Study part of Kaiser Permanente’s ongoing work to better understand how EHRs affect clinical care
The use of electronic health records in clinical settings was associated with a decrease in emergency room visits and hospitalizations for patients with diabetes, according to a study published today in the Journal of the American Medical Association.
Researchers examined the medical records of 169,711 diabetic patients over 1 year of age in the Kaiser Permanente diabetes clinical registry before and after the implementation of Kaiser Permanente HealthConnect®, the organization’s comprehensive EHR system. They found that patients visited the emergency room 29 fewer times per 1,000 patients and were hospitalized 13 fewer times per 1,000 patients annually after the implementation.
“Using the electronic health record in the outpatient setting improved the quality of care in ways that cumulatively resulted in fewer negative events,” said Mary Reed, DrPH, staff scientist with the Kaiser Permanente Division of Research in Oakland, Calif. and the study’s lead author. “A reduction in the number of emergency department visits represents not just improvements in diabetes care, but the cumulative effect of the EHR across many different care pathways and conditions.”
Researchers found that annual emergency room visits declined 5.5 percent, from 519 visits per 1,000 diabetes patients before electronic health records to 490 visits per 1,000 diabetes patients afterward. Annual hospitalizations declined 5.2 percent, from 239 per 1,000 diabetes patients before electronic health records to 252 per 1,000 diabetes patients afterward. The researchers did not find any significant change in the number of office visits for patients with diabetes before and after electronic health records were implemented.
“This study demonstrates that when doctors and patients use an EHR, good things happen,” said Marc G. Jaffe, MD, a study co-author and Kaiser Permanente endocrinologist in South San Francisco. “The current study adds to our understanding by describing how an EHR like KP HealthConnect can help doctors keep patients healthy when used as part of an integrated care delivery system.”
This study is part of Kaiser Permanente’s ongoing work to better understand how EHRs affect clinical care. In October of last year, Kaiser Permanente researchers found that use of the electronic health records was associated with improved drug-treatment intensification, monitoring and risk-factor control among patients with diabetes.
In addition to Reed, co-authors of the study were Jie Huang, PhD, Ilana Graetz, PhD, Romain Neugebauer, PhD, and Bruce Fireman, MA, of the Kaiser Permanente Division of Research; Richard Brand, PhD, of the Department of Epidemiology and Biostatistics, University of California, San Francisco; Marc Jaffe, MD, Department of Medicine and Endocrinology, The Permanente Medical Group, South San Francisco; Dustin W. Ballard, MD, MBE, Department of Emergency Medicine, The Permanente Medical Group, San Rafael, Calif.; and John Hsu, Massachusetts General Hospital, Harvard Medical School, Boston.
The study was funded by the National Institute of Diabetes and Digestive and Kidney Diseases and the Agency for Healthcare Research and Quality.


- _Your goal_
Restate the data below word for word, omitting pictures.
--- Dataset records ---
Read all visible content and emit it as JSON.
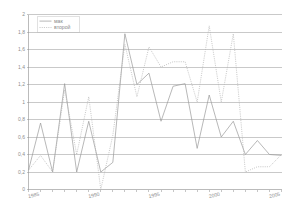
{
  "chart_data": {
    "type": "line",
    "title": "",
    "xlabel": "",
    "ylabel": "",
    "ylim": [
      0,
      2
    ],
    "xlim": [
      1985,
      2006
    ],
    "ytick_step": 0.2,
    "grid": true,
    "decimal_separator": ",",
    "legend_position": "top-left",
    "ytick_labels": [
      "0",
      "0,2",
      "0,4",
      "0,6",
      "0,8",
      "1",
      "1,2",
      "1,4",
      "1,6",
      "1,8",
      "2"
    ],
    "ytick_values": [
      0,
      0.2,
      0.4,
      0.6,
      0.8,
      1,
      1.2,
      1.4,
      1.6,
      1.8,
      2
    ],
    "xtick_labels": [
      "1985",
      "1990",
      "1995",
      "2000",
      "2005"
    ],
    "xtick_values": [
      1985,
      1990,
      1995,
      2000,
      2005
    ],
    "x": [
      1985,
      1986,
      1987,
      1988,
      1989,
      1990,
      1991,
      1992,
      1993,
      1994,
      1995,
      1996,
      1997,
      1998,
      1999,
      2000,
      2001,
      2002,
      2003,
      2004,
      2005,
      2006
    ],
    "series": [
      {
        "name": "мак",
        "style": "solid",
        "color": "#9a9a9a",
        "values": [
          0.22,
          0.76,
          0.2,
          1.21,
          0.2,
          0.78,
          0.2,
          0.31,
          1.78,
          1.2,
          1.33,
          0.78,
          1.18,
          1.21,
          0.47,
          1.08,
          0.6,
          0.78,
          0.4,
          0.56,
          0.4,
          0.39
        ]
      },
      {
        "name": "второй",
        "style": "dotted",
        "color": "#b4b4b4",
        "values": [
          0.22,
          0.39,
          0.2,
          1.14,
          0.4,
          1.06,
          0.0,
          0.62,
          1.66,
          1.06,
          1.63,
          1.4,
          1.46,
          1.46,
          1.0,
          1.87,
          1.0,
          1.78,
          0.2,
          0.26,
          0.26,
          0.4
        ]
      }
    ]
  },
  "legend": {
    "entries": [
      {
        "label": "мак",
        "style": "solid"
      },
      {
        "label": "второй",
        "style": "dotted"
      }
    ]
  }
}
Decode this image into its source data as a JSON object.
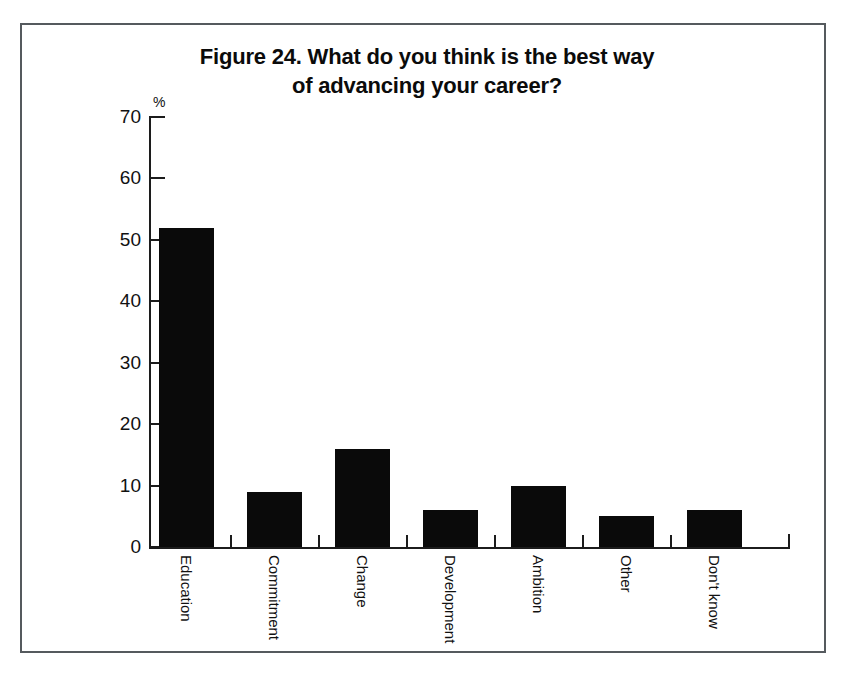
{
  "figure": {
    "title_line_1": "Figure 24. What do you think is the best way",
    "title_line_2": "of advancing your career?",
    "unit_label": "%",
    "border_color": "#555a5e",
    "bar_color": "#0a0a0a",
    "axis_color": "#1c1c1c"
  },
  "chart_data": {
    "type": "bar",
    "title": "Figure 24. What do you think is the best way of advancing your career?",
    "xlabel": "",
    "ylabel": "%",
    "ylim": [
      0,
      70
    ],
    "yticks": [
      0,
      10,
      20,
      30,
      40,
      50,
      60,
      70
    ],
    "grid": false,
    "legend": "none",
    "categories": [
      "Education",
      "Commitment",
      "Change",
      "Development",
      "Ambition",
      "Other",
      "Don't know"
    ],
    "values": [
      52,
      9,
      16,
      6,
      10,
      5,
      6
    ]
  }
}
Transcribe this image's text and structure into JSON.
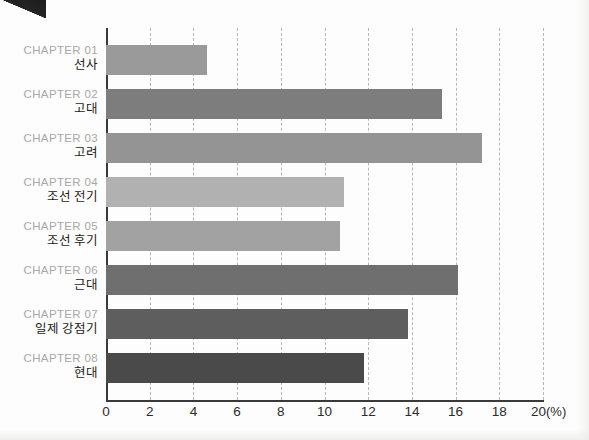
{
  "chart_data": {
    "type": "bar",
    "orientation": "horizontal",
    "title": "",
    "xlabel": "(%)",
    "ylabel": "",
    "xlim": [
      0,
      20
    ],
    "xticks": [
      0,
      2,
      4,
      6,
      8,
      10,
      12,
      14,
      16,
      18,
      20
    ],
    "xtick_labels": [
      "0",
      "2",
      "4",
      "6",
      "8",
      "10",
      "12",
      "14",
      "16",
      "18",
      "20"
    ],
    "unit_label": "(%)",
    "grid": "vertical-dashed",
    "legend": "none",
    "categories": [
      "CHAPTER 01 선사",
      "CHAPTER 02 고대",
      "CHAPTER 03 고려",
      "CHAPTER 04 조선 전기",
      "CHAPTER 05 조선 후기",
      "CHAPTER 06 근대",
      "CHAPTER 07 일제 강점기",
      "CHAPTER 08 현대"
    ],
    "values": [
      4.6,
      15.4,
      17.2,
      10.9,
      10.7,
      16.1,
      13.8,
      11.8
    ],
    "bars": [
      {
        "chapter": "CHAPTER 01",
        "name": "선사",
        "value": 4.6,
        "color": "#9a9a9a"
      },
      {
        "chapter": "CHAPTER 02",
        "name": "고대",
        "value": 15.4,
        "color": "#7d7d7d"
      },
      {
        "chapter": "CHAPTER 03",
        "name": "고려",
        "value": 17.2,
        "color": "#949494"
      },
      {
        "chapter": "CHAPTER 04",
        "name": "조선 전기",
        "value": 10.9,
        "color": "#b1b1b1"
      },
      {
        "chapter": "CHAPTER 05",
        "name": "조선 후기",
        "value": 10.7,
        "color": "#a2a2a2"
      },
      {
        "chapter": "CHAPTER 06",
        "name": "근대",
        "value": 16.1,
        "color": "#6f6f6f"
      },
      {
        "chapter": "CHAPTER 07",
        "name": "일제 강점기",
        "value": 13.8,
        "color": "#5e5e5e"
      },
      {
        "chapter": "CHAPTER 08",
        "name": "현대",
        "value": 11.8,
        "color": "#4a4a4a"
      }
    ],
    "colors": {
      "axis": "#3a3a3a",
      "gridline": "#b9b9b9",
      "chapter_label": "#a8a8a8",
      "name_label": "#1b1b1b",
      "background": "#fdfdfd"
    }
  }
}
---
- _Output for this exercise_
Read all visible content and emit it as JSON.
{
  "chart_data": {
    "type": "line",
    "title": "",
    "xlabel": "",
    "ylabel": "",
    "ylim": [
      0,
      2
    ],
    "xlim": [
      1985,
      2006
    ],
    "ytick_step": 0.2,
    "grid": true,
    "decimal_separator": ",",
    "legend_position": "top-left",
    "ytick_labels": [
      "0",
      "0,2",
      "0,4",
      "0,6",
      "0,8",
      "1",
      "1,2",
      "1,4",
      "1,6",
      "1,8",
      "2"
    ],
    "ytick_values": [
      0,
      0.2,
      0.4,
      0.6,
      0.8,
      1,
      1.2,
      1.4,
      1.6,
      1.8,
      2
    ],
    "xtick_labels": [
      "1985",
      "1990",
      "1995",
      "2000",
      "2005"
    ],
    "xtick_values": [
      1985,
      1990,
      1995,
      2000,
      2005
    ],
    "x": [
      1985,
      1986,
      1987,
      1988,
      1989,
      1990,
      1991,
      1992,
      1993,
      1994,
      1995,
      1996,
      1997,
      1998,
      1999,
      2000,
      2001,
      2002,
      2003,
      2004,
      2005,
      2006
    ],
    "series": [
      {
        "name": "мак",
        "style": "solid",
        "color": "#9a9a9a",
        "values": [
          0.22,
          0.76,
          0.2,
          1.21,
          0.2,
          0.78,
          0.2,
          0.31,
          1.78,
          1.2,
          1.33,
          0.78,
          1.18,
          1.21,
          0.47,
          1.08,
          0.6,
          0.78,
          0.4,
          0.56,
          0.4,
          0.39
        ]
      },
      {
        "name": "второй",
        "style": "dotted",
        "color": "#b4b4b4",
        "values": [
          0.22,
          0.39,
          0.2,
          1.14,
          0.4,
          1.06,
          0.0,
          0.62,
          1.66,
          1.06,
          1.63,
          1.4,
          1.46,
          1.46,
          1.0,
          1.87,
          1.0,
          1.78,
          0.2,
          0.26,
          0.26,
          0.4
        ]
      }
    ]
  },
  "legend": {
    "entries": [
      {
        "label": "мак",
        "style": "solid"
      },
      {
        "label": "второй",
        "style": "dotted"
      }
    ]
  }
}
Decode this image into its source data as a JSON object.
{
  "figure": {
    "title_line_1": "Figure 24. What do you think is the best way",
    "title_line_2": "of advancing your career?",
    "unit_label": "%",
    "border_color": "#555a5e",
    "bar_color": "#0a0a0a",
    "axis_color": "#1c1c1c"
  },
  "chart_data": {
    "type": "bar",
    "title": "Figure 24. What do you think is the best way of advancing your career?",
    "xlabel": "",
    "ylabel": "%",
    "ylim": [
      0,
      70
    ],
    "yticks": [
      0,
      10,
      20,
      30,
      40,
      50,
      60,
      70
    ],
    "grid": false,
    "legend": "none",
    "categories": [
      "Education",
      "Commitment",
      "Change",
      "Development",
      "Ambition",
      "Other",
      "Don't know"
    ],
    "values": [
      52,
      9,
      16,
      6,
      10,
      5,
      6
    ]
  }
}
Transcribe this image's text and structure into JSON.
{
  "chart_data": {
    "type": "bar",
    "orientation": "horizontal",
    "title": "",
    "xlabel": "(%)",
    "ylabel": "",
    "xlim": [
      0,
      20
    ],
    "xticks": [
      0,
      2,
      4,
      6,
      8,
      10,
      12,
      14,
      16,
      18,
      20
    ],
    "xtick_labels": [
      "0",
      "2",
      "4",
      "6",
      "8",
      "10",
      "12",
      "14",
      "16",
      "18",
      "20"
    ],
    "unit_label": "(%)",
    "grid": "vertical-dashed",
    "legend": "none",
    "categories": [
      "CHAPTER 01 선사",
      "CHAPTER 02 고대",
      "CHAPTER 03 고려",
      "CHAPTER 04 조선 전기",
      "CHAPTER 05 조선 후기",
      "CHAPTER 06 근대",
      "CHAPTER 07 일제 강점기",
      "CHAPTER 08 현대"
    ],
    "values": [
      4.6,
      15.4,
      17.2,
      10.9,
      10.7,
      16.1,
      13.8,
      11.8
    ],
    "bars": [
      {
        "chapter": "CHAPTER 01",
        "name": "선사",
        "value": 4.6,
        "color": "#9a9a9a"
      },
      {
        "chapter": "CHAPTER 02",
        "name": "고대",
        "value": 15.4,
        "color": "#7d7d7d"
      },
      {
        "chapter": "CHAPTER 03",
        "name": "고려",
        "value": 17.2,
        "color": "#949494"
      },
      {
        "chapter": "CHAPTER 04",
        "name": "조선 전기",
        "value": 10.9,
        "color": "#b1b1b1"
      },
      {
        "chapter": "CHAPTER 05",
        "name": "조선 후기",
        "value": 10.7,
        "color": "#a2a2a2"
      },
      {
        "chapter": "CHAPTER 06",
        "name": "근대",
        "value": 16.1,
        "color": "#6f6f6f"
      },
      {
        "chapter": "CHAPTER 07",
        "name": "일제 강점기",
        "value": 13.8,
        "color": "#5e5e5e"
      },
      {
        "chapter": "CHAPTER 08",
        "name": "현대",
        "value": 11.8,
        "color": "#4a4a4a"
      }
    ],
    "colors": {
      "axis": "#3a3a3a",
      "gridline": "#b9b9b9",
      "chapter_label": "#a8a8a8",
      "name_label": "#1b1b1b",
      "background": "#fdfdfd"
    }
  }
}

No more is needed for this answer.